Plug More Generators in Faster for Energy Abundance
After a new generator is built, it must be plugged into the rest of the grid before it is able to power homes and compete against existing generation to keep prices low. The process of plugging in a new generator is known as “interconnection.” Unfortunately, the interconnection process takes too long, about 5 years on average. Only about one in five projects even survives the gauntlet. Despite this broken system, there are more than 350 gigawatts of potential generation capacity likely to be interconnected–far more than AI is expected to demand.
The red tape to connect to the electrical grid must be cut to promote affordable electricity and meet the demands of artificial intelligence alongside American industry.
Scholars and the Government Accountability Office have identified problems in electricity markets that slow down connecting generation to the electrical grid. Only Texas seems immune to this challenge, connecting more new capacity and a wider variety of sources than any other grid.

As changes to the Inflation Reduction Act’s subsidies occur, the makeup of these additions will likely shift as subsidies end for renewable sources. The demands of AI have also spurred interest in natural gas projects. Regardless of energy source, however, only in Texas will these projects be quickly connected to the electrical grid to power said data centers.
A major problem for several major electricity markets today are their bloated planning systems, known as capacity markets. The three grids in the eastern US that serve customers from Virginia up to Maine are chief examples of struggling capacity markets. Texas is a leading energy-only market. These capacity markets are a chief cause of delay in interconnection and function more like Soviet-style central planning than real markets. They attempt to reserve electricity capacity for days when demand will be incredibly high. Yet, these are poorly administered and fail to promote serving customers when they actually want electricity.
A better system, like Texas’s, would simply rely on electricity prices to direct investment. Though capacity systems and price systems are the same in the world of blackboard energy economics, the real world has proven too complicated for capacity solutions.

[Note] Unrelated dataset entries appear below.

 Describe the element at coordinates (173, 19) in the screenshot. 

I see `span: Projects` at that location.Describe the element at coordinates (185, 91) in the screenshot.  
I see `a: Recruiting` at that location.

To improve the operation of electrical grids, policymakers have many options. Here are the top recommendations:
Encourage regional grids to move towards Texas-style operations.
Direct grid operators to employ automation and artificial intelligence in expediting interconnection studies.
Direct the Federal Energy Regulatory Commission (FERC) to adopt cost-effective network upgrades and include the role of regional transmission planning.
Direct FERC to host a technical conference and related rulemaking on interconnection rules and the barriers that capacity markets create to quickly connecting more generation capacity.
As part of this conference and rulemaking, FERC must investigate the economic foundations of capacity markets to set boundaries on their operations in practice. The goal is to replace bloated planning with market-driven investments that encourage efficiency, adaptation, and innovation.
Require FERC to submit annual reports on interconnection timelines and how they are speeding up these timelines.
Pass an all-of-the-above permitting reform bill to speed the building of transmission and generation.
The key to low-cost energy that is widely accessible to all is having lots of electricity generators to serve customers. Interconnection processes keep electricity prices high by slowing the addition of new generators just as barriers to new grocery stores would keep food prices high. If Congress enacts rules like these, it will reduce energy costs for the entire country.